Kindly Morrow
RGB LED Nixie Tube Clock Simulator 6-Digit Compact Desktop
Nixie tube glow without the 170V supply, fragile glass envelopes, or neon. Six individually addressable RGB LED digit tubes scatter warm, retro light through acrylic diffusion panels, mimicking the depth of a real nixie envelope. Seven display modes run standalone over USB-C. Hook up a microcontroller and take full control.
Each tube is driven with 24-bit color independently, so you can run gradients, color-coded thresholds, or per-digit animations in software. Communication is over UART, compatible with Arduino's Serial library and any 5V-tolerant microcontroller. At 268 x 69 x 79mm, it sits on a desk without crowding your keyboard.
Things to build with this
- Connect to an ESP32 and use its hardware UART to push live CPU and RAM usage from a Python psutil script over serial, then map each of the six digit tubes across a green-to-red 24-bit color gradient as system load climbs past defined thresholds
- Wire to an Arduino Nano and drive a Pomodoro timer that displays 25-minute work countdowns in amber per-tube color and pulses all six tubes in slow blue breathing during the 5-minute break, triggered entirely from one tactile button on a GPIO pin
- Use the individual per-tube color control to build a six-character cryptographic entropy visualizer: pull random bytes from an ESP32 hardware RNG, map each byte to a hue value, and update each tube independently at a timed interval to show live randomness as shifting color
Key Features
- Six RGB LED digit tubes: 24-bit color per tube, individually addressable brightness and hue
- Seven factory display modes: clock, countdown, cycling digits, and more, active with USB-C power alone
- UART serial interface: send digit values and color commands via Arduino Serial library or any microcontroller with a hardware UART
- USB-C 5V power only: no external supply, boost converter, or high-voltage rail required
- ABS housing with press-fit acrylic diffuser panels: removable for custom laser-cut tinted or frosted replacements
- Arduino IDE compatible: includes example sketches, works with ESP32, Uno, Nano, and most 5V-tolerant boards
- Dimensions: 268 x 69 x 79mm
Frequently Asked Questions
What communication protocol does it use?
It uses a UART serial interface compatible with Arduino's Serial library. The included example sketches cover sending digit values and per-tube color commands, so adapting them to any microcontroller with a hardware or software UART is straightforward.
Can I set a different color on each tube independently?
Yes. Each of the six tubes is individually addressable with full 24-bit color. Hue, saturation, and brightness are set per digit in software, which is what makes gradient animations and color-coded data displays possible.
Does it do anything useful without a microcontroller connected?
Plug in USB-C power and it cycles through the seven built-in display modes automatically. No microcontroller needed unless you want custom animations, external time sync via NTP, or data-driven color control.
Can the acrylic diffuser panels be swapped out?
They are press-fit into the ABS housing and can be removed carefully. Some builders replace them with laser-cut custom panels in different tints or frosting levels to shift the apparent color temperature of the tube glow.
Why we stock this
Curated by Kindly Morrow. We test and vet every product before it hits the store. If we wouldn't use it in our own builds, we don't sell it.
Things to build with this
Fun projects to try once you get your hands on it.
Split-flap board connected to Claude
Hook up a display to the Claude API and have it show you a new message every morning. Motivational quotes, weather, or passive-aggressive reminders to drink water.
Spotify now-playing display
Show the album art and track name on your desk display. Looks incredible on e-ink. Updates every time the song changes.
Real-time crypto/stock ticker
Pull prices from an API, show them on the display. Flip between assets. Try not to check it every 30 seconds.
Ambient room dashboard
Temperature, humidity, air quality, and time on a bedside e-ink screen. Updates every 5 minutes, uses almost no power. Looks like a museum label.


EXERCISE DIRECTIONS = Reproduce exactly the lines below from the one containing "This screenshot has width=1554, height=768." through the one containing "The height and width of the screenshot is (440, 888).", including both, and nothing else.
-- EXCERPTED DATA follows --
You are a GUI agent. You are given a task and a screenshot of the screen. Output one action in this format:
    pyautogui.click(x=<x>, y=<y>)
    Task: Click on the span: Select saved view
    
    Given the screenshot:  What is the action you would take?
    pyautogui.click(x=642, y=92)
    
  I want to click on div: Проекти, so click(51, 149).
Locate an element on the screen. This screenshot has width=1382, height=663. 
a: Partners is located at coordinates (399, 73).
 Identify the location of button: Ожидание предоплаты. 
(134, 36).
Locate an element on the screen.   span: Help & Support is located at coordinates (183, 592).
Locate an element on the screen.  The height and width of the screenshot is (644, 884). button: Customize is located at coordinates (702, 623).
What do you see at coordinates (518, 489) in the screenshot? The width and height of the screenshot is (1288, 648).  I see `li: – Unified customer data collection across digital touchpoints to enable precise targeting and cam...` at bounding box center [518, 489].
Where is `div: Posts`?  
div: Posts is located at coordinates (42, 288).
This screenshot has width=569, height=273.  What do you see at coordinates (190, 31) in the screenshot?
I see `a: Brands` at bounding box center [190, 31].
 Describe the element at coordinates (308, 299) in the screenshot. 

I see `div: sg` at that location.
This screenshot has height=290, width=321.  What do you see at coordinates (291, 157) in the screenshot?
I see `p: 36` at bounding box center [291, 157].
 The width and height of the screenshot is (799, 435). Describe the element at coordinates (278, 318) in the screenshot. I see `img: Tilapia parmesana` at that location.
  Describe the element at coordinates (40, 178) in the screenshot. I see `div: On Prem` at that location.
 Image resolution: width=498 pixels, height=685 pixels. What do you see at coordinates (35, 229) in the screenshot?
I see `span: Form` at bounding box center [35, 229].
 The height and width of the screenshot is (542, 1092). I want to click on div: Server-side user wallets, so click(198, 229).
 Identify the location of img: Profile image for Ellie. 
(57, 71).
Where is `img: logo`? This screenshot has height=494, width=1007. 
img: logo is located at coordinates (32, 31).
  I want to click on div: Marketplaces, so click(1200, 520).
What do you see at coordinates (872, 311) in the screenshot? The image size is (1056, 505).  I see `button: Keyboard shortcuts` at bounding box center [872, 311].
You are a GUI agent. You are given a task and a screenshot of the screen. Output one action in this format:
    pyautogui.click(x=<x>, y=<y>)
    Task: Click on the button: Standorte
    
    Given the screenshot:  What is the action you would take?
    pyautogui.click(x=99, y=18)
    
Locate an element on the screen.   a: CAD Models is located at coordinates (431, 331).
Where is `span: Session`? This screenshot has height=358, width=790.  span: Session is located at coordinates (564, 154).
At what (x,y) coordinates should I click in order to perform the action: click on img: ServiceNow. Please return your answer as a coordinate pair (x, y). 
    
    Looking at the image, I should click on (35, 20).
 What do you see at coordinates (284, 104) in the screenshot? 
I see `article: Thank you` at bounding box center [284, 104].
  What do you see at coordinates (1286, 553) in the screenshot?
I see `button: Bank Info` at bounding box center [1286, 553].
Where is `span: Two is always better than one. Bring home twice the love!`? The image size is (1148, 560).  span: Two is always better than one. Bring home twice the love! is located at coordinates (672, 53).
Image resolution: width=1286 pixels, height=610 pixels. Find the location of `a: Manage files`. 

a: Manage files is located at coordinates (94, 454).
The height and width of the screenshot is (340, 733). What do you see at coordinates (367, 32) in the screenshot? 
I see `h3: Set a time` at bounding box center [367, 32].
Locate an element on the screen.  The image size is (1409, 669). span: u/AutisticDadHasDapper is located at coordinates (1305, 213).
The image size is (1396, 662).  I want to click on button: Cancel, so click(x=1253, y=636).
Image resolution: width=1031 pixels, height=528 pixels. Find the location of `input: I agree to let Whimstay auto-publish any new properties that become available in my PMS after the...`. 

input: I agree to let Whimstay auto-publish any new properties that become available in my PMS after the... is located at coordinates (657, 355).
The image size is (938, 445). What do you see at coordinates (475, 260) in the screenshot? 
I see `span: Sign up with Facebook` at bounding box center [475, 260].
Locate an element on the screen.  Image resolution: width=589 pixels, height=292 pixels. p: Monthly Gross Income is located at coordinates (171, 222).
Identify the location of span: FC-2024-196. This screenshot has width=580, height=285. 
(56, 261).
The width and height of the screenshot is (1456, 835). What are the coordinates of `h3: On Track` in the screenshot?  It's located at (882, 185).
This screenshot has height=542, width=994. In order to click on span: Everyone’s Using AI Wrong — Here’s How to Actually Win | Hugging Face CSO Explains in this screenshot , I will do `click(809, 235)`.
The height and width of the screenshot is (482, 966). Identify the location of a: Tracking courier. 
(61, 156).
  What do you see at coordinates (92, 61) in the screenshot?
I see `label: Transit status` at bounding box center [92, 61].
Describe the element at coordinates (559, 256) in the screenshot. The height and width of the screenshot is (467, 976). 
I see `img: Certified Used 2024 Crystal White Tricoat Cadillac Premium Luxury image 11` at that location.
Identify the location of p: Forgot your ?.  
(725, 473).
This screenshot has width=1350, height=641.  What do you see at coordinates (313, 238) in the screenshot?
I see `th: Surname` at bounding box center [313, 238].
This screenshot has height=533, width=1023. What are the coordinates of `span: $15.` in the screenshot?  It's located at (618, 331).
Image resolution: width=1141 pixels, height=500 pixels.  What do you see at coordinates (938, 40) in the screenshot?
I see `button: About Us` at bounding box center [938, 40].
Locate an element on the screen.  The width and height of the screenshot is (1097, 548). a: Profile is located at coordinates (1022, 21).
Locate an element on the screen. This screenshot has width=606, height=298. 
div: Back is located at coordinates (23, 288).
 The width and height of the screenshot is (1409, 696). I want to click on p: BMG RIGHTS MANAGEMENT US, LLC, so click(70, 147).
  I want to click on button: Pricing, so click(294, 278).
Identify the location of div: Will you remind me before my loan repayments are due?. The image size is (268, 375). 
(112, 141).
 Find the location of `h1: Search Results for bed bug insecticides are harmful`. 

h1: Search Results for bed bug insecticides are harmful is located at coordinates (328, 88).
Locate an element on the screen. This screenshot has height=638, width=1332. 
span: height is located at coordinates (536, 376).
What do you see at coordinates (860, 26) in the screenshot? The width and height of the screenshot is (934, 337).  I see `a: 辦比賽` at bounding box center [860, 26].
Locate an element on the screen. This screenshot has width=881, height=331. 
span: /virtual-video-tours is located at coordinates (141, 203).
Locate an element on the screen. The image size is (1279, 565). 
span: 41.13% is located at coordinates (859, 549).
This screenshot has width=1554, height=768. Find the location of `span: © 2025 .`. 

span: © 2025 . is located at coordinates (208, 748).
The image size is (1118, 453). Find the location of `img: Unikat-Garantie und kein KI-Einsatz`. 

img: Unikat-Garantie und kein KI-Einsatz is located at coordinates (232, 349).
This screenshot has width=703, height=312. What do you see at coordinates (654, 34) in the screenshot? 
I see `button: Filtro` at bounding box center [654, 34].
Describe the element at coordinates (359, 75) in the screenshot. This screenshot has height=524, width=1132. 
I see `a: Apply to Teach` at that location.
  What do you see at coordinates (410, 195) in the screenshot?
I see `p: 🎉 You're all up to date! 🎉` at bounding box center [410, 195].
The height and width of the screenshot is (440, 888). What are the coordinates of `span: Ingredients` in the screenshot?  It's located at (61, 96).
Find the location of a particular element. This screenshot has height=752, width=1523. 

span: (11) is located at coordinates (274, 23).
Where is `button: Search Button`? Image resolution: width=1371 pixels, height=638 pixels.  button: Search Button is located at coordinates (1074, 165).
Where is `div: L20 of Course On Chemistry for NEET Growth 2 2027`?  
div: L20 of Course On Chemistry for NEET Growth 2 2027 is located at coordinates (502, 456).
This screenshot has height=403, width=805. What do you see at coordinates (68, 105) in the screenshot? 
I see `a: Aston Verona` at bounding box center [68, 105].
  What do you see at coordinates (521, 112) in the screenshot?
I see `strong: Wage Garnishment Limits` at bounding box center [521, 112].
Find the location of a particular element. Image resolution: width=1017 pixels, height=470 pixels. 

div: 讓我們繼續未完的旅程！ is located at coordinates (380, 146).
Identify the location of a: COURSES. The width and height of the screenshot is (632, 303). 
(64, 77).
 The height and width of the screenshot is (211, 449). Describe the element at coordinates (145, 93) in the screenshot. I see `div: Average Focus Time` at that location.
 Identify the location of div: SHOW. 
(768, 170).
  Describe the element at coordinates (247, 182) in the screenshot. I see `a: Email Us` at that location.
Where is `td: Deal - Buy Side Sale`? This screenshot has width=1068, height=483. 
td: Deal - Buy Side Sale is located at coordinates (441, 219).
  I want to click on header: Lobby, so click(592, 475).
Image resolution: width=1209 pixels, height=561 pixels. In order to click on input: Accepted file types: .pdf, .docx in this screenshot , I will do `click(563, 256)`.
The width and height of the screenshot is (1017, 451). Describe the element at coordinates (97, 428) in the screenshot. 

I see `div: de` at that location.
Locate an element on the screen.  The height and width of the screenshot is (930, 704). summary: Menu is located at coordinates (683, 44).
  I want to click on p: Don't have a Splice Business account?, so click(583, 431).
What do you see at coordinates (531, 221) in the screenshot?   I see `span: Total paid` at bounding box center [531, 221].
-- EXCERPTED DATA concluded --
RESPONSE BELOW =
This screenshot has width=1554, height=768. Find the location of `span: © 2025 .`. 

span: © 2025 . is located at coordinates (208, 748).
The image size is (1118, 453). Find the location of `img: Unikat-Garantie und kein KI-Einsatz`. 

img: Unikat-Garantie und kein KI-Einsatz is located at coordinates (232, 349).
This screenshot has width=703, height=312. What do you see at coordinates (654, 34) in the screenshot? 
I see `button: Filtro` at bounding box center [654, 34].
Describe the element at coordinates (359, 75) in the screenshot. This screenshot has height=524, width=1132. 
I see `a: Apply to Teach` at that location.
  What do you see at coordinates (410, 195) in the screenshot?
I see `p: 🎉 You're all up to date! 🎉` at bounding box center [410, 195].
The height and width of the screenshot is (440, 888). What are the coordinates of `span: Ingredients` in the screenshot?  It's located at (61, 96).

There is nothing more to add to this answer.